The banana peel myth might’ve faded away as the relatively carefree mid-’60s youth culture gave way to political turmoil and a darker, speedier drug underworld towards the end of the decade, if William Powell hadn’t included a recipe for banana joints in The Anarchist Cookbook. Published in 1971, this compendium of counter cultural knowledge has sold over two million copies and remains easily available in print and online, against its contrite author’s wishes. It really has, unfortunately, taught readers how to build bombs—but, probably because Powell never actually participated in the activities he detailed, it also helped transform a hippie prank into an enduring urban legend. And it’s easy to see how the bogus recipe’s inclusion alongside subversive, but genuinely reliable, information could have lent the rumor a veneer of authority.

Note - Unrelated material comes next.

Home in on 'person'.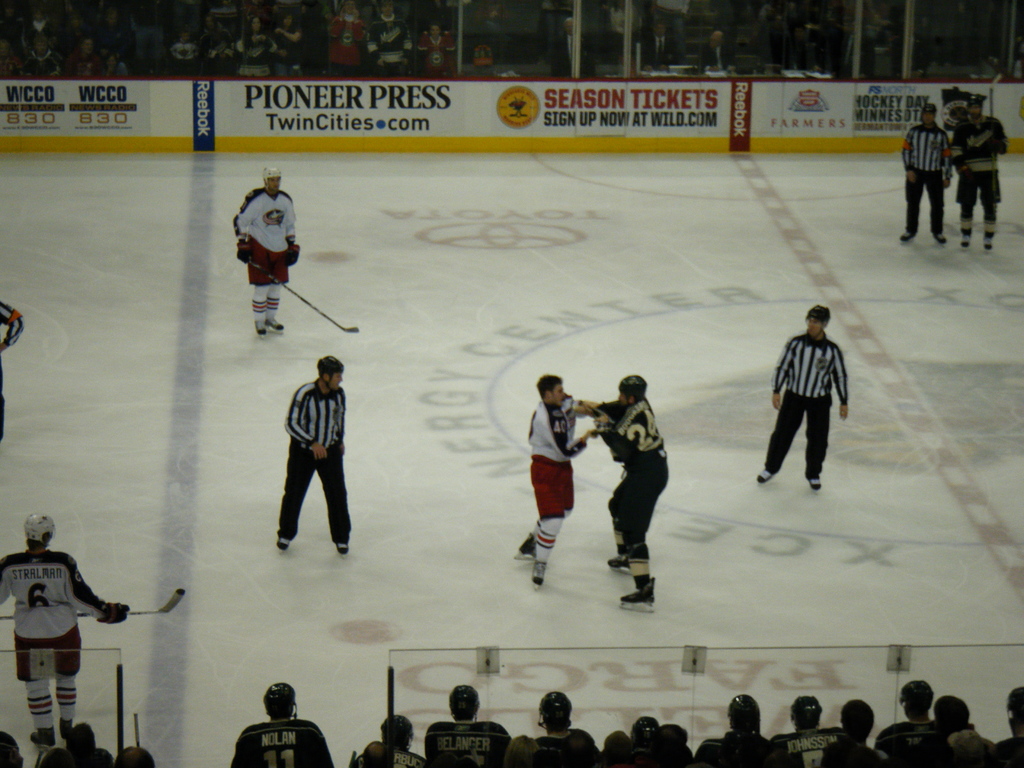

Since the ‘70s, bananadine has persisted as both playground gossip and underground in-joke, occasionally resurfacing at the fringes of mainstream culture. In 1988, punk pranksters the Dead Milkmen released a song called “Smokin’ Banana Peels.” According to Jarnow, there’s a good reason why bad drug intel (including plenty of rumors more harmful than this one) was so prevalent in the pre-internet era. “Until the ‘90s, when sites like Erowid and the Lycaeum came along on the early web,” he says, “real, trustworthy information on drugs was hard to come by for people who were experimenting with them—especially in the midst of the ‘80s Drug War.”
Of course, as debacles like Pizzagate prove, the rise of internet culture didn’t exactly halt the spread of misinformation. Pamela Donovan, a sociology and criminology researcher and the author of the book No Way of Knowing: Crime, Urban Legends and the Internet, offers a hypothetical contemporary scenario: “Let’s say a teenager hears an older teen who they look up to [mention] the banana peel thing. Some teens might just passively assume it’s true without seeking out other information. But a lot of people, when they’re curious or unsure about something, will seek more information. We tend to assume that’s good—that they’re going to be discerning and weigh the evidence. But that’s really not what happens, particularly on the internet.”

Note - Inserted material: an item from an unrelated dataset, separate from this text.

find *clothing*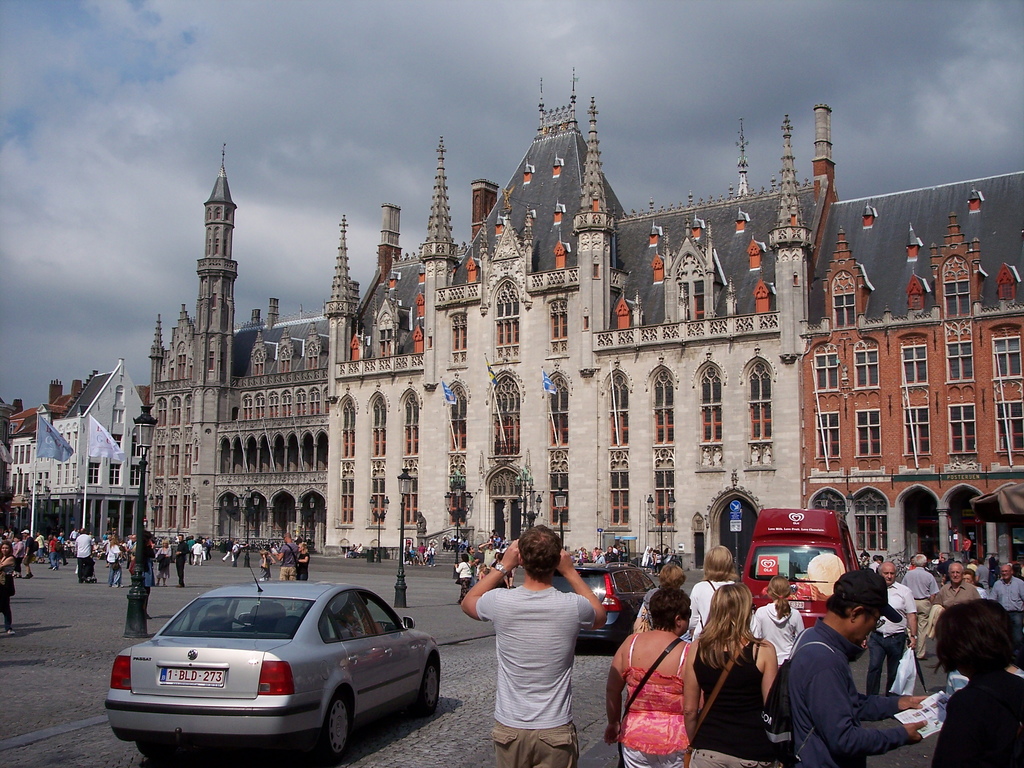
926, 580, 973, 602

Donovan explains that some people are fooled by the “visual structure of search engines,” which “render every [result] so that they all look relatively similar,” or algorithms that sort for popularity rather than authenticity. The longer they spend poring over discussions about bananadine on sites like Reddit and Yahoo! Answers, the more misinformation they absorb.
A 2002 message to venerable debunker Cecil Adams of The Straight Dope begins, “I've seen a lot of contrasting information about this all over the Web, but that doesn't tell me anything, except that the druggies at school aren't the only guys in on the concept: getting high off of banana joints.” Adams quickly (and a bit irritably) burst his young reader’s bubble. And now, when you search Google for “smoking banana peel,” his article appears on the first page—just below a heated discussion on shroomery.org that begins with the Anarchist Cookbook recipe.